Basel Move Makes the Case for ‘Gold-Plating’ Capital Standards
By John Heltman
WASHINGTON — It’s beginning to look like the rest of the world may follow the U.S.’ lead when it comes to tougher capital standards. An international regulatory body said this week that they are looking at setting new, enhanced leverage ratio requirements for the largest global banks, a move that echoes the higher standards in the U.S.’ supplemental leverage ratio and demonstrates why going beyond international accords can influence the rest of the world. Wall Street critics say it illustrates their longstanding claims that “gold-plating” — that is, setting regulatory standards that exceed international standards — can help influence other countries to agree to stronger standards…. But Karen Shaw Petrou, managing principal of Federal Financial Analytics, said that the U.S. was not alone in pushing for tighter capital rules on G-SIBs — it is joined by other regulatory hawks in the FSB, including the U.K., Sweden and Switzerland, who have also staked out more stringent rules than what the Basel committee suggests. “In this instance I wouldn’t put it down solely to the U.S., but certainly the U.S. was a very important voice in favor of the leverage requirement,” Petrou said. “Could the U.S. have done this on its own? I don’t know.

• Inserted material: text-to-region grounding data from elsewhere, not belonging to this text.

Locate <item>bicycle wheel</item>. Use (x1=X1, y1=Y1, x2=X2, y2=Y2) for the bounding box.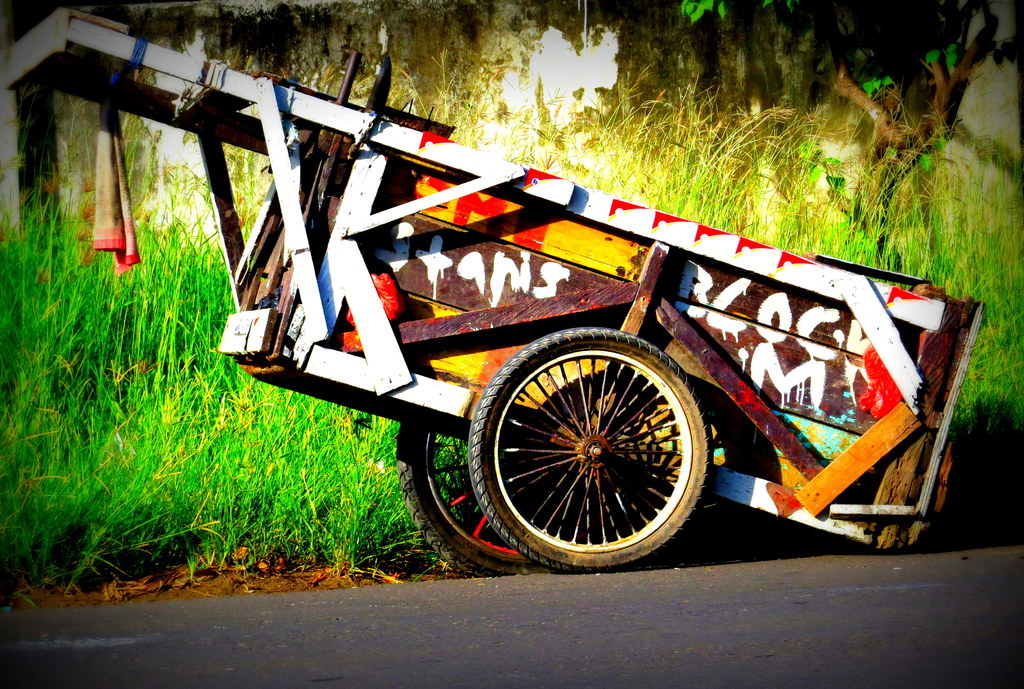
(x1=426, y1=327, x2=705, y2=575).
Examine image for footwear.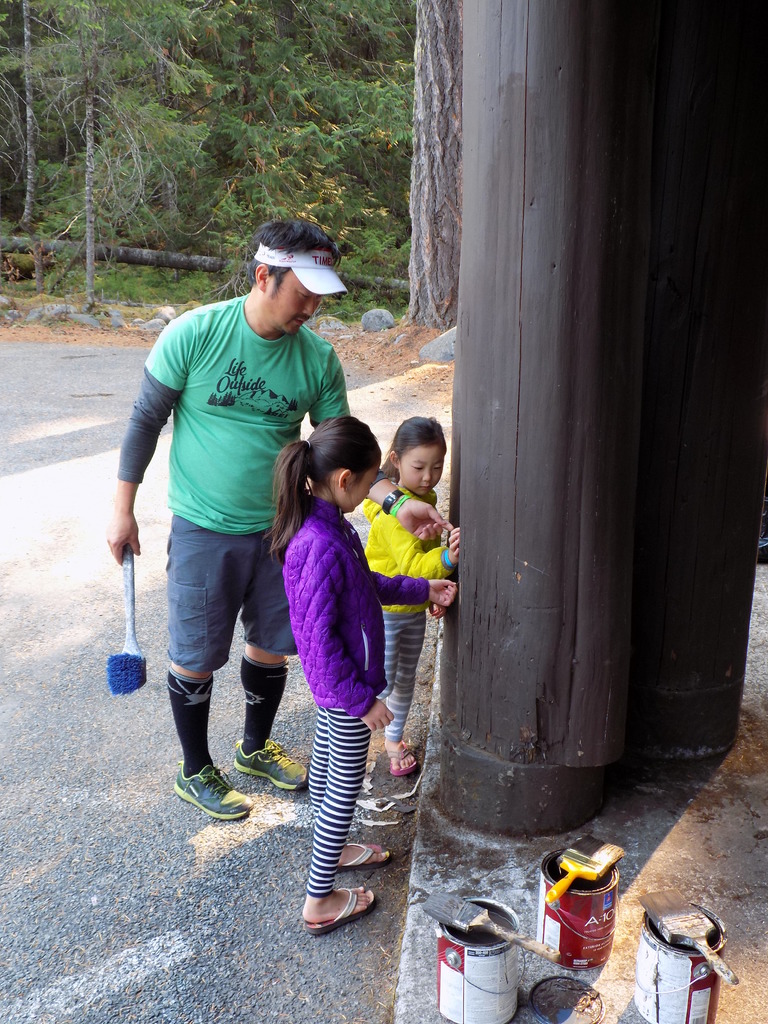
Examination result: <region>167, 745, 249, 833</region>.
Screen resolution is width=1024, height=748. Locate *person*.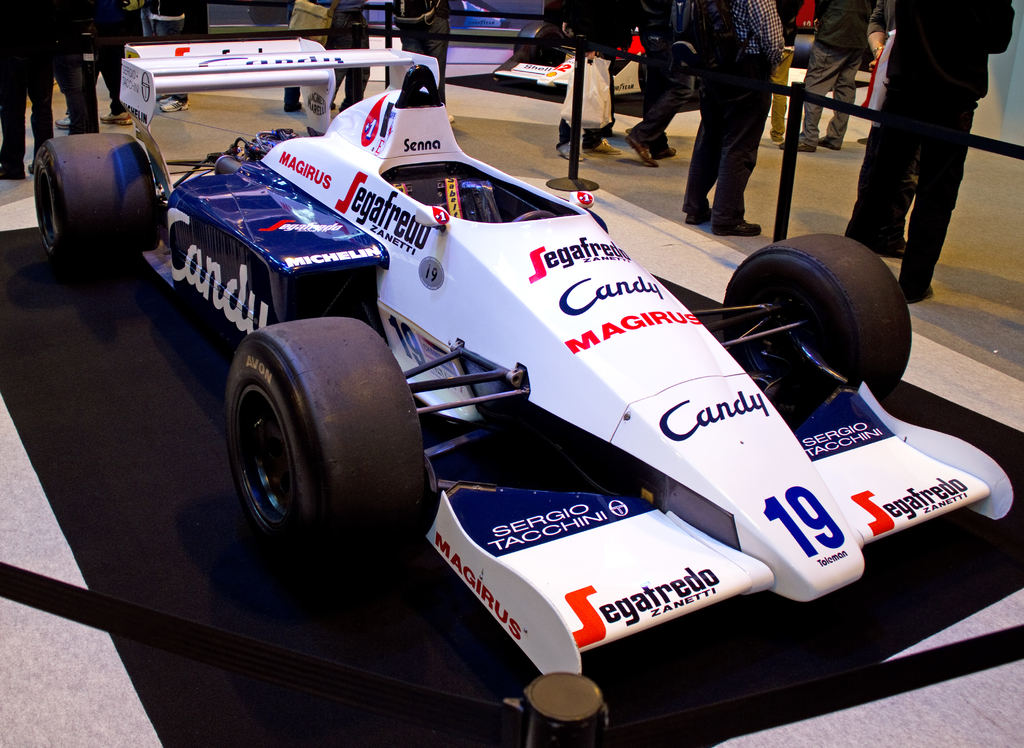
l=392, t=0, r=470, b=125.
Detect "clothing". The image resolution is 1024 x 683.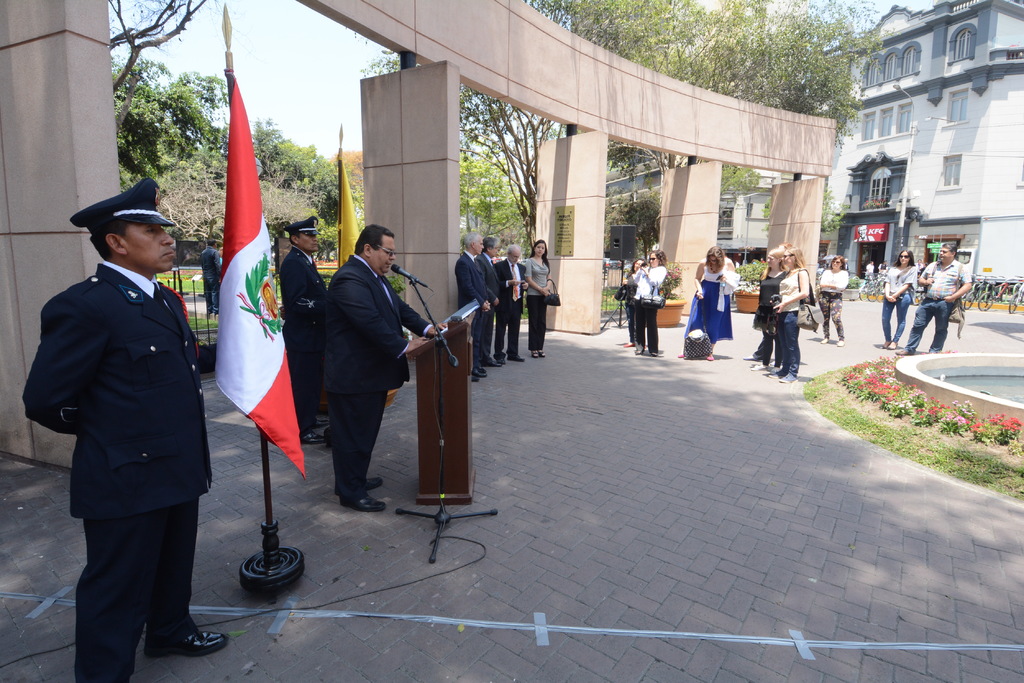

It certainly would have been harder.”…But the regulatory hawks are not always a prevailing force on the Basel Committee or any other international deliberative body, Petrou said. In addition to the leverage ratio, the GHOS statement said that it was going to re-propose an initiative to set floors for internal credit risk models, a move that Petrou said was a “significant concession” to the regulatory doves on the committee. “It’s a balanced package in which the capital hawks won some, the capital doves won some,” Petrou said. “The doves clearly, in my opinion, won off on the floors.”